Access to the Coordinator API is available after account provisioning. To get started, [request access](/ace/getting-started).
## Policy Manager operations
Use the Coordinator API to manage the compliance layer for your smart contracts:
- Create and manage CRE Connect Wallets for delegated signing
- Deploy and configure **PolicyEngine** instances on supported networks
- Create policy instances from the [Policy Library](/ace/reference/policy-library) and configure their parameters
- Register target contracts for compliance enforcement
- Attach policy protections to specific function selectors
- Manage extractors that extract parameters from transaction calldata
## Identity Manager operations
Use the Coordinator API to manage cross-chain identities and credentials:
- Create and manage identity registries and credential registries
- Register **Cross-Chain Identifiers (CCIDs)** and map wallet addresses across chains
- Define credential types (for example, KYC verified, accredited investor status)

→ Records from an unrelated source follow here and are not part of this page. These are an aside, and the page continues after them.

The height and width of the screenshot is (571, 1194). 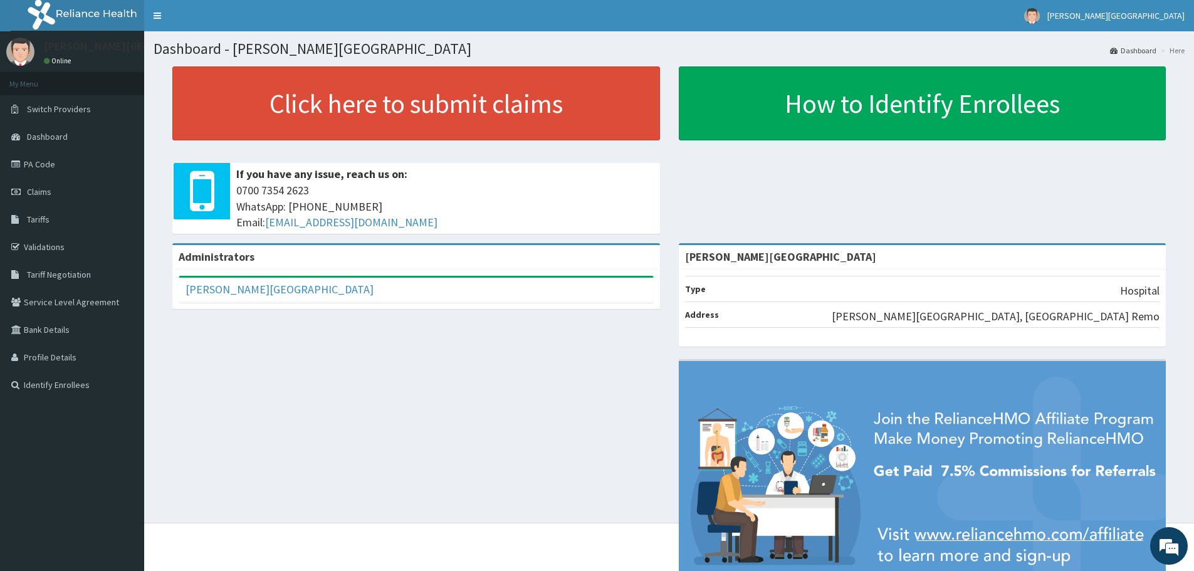 I want to click on span: Tariffs, so click(x=38, y=219).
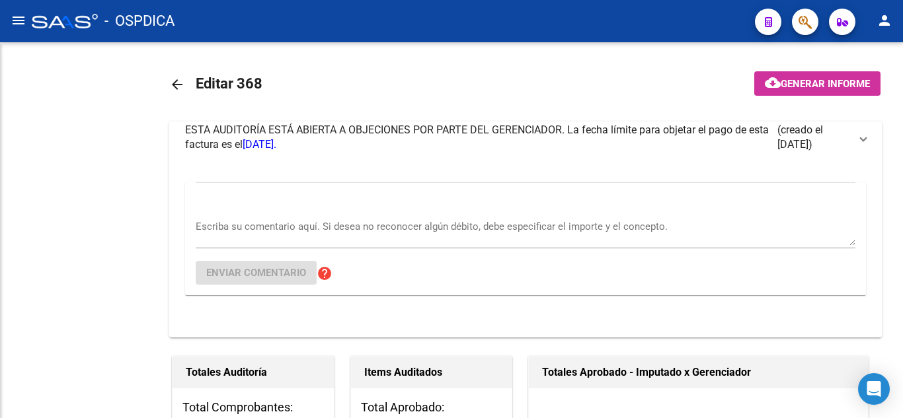 This screenshot has width=903, height=418. What do you see at coordinates (256, 273) in the screenshot?
I see `button: Enviar comentario` at bounding box center [256, 273].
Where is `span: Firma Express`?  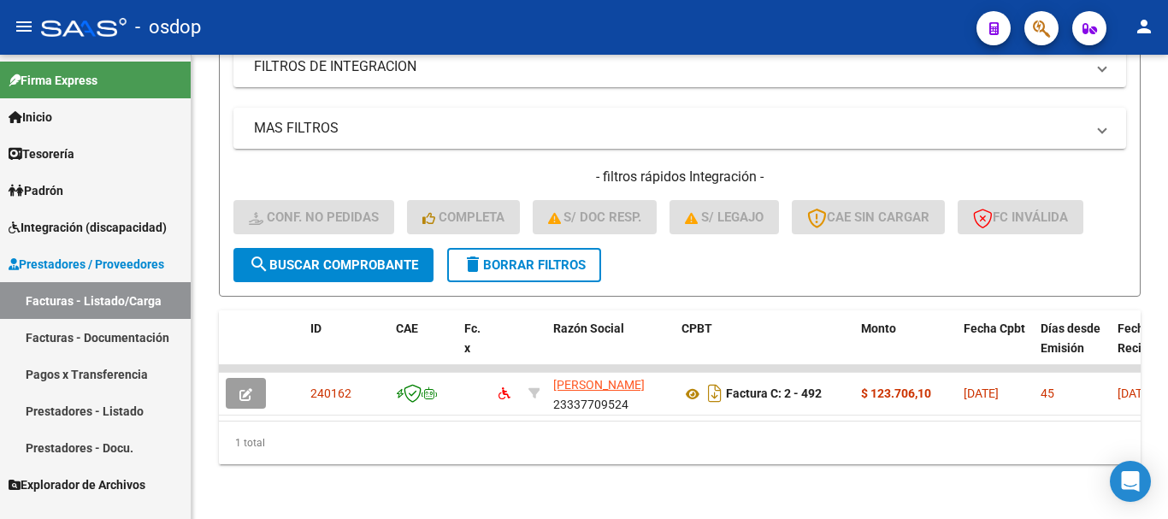
span: Firma Express is located at coordinates (53, 80).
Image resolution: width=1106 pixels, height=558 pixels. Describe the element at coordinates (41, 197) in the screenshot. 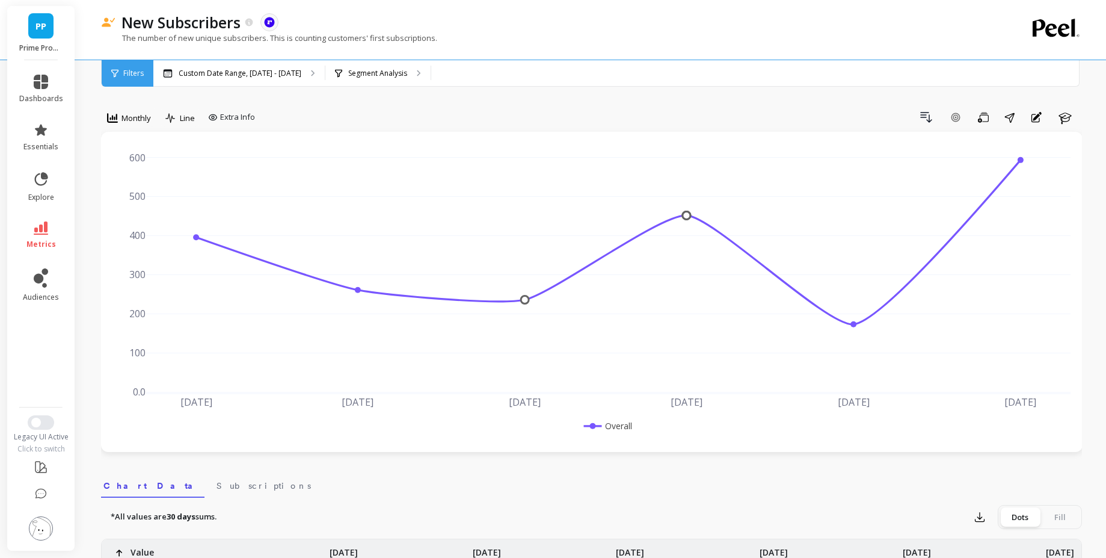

- Issue and manage credentials
- Manage trusted credential issuers
---
# Reporting API
Source: https://docs.chain.link/ace/reference/api/reporting
The Reporting API provides read-only access to onchain compliance state indexed by Chainlink's infrastructure. Use it for audit trails, compliance verification, and monitoring.
Access to the Reporting API is available after account provisioning. To get started, [request access](/ace/getting-started).
## Queryable resources
### Transactions
Every policy engine evaluation is recorded onchain and queryable through this endpoint, including:
- Which policies ran and their outcomes
- Parameters extracted from the transaction calldata
- Chain, timestamp, sender, target contract, and function selector
### Policies
Query deployed policy instances and their configuration state. Supports point-in-time historical queries using an `as_of` timestamp.
### Targets
Query protected contracts and their full policy wiring — engines, function selectors, extractors, policies, and default outcomes. Supports point-in-time historical queries.
### Identities
Query identity records, registry memberships, and credentials. Optionally includes full credential details. Supports point-in-time historical queries.
For a detailed explanation of the reporting data model and indexing pipeline, see [Reporting](/ace/concepts/reporting).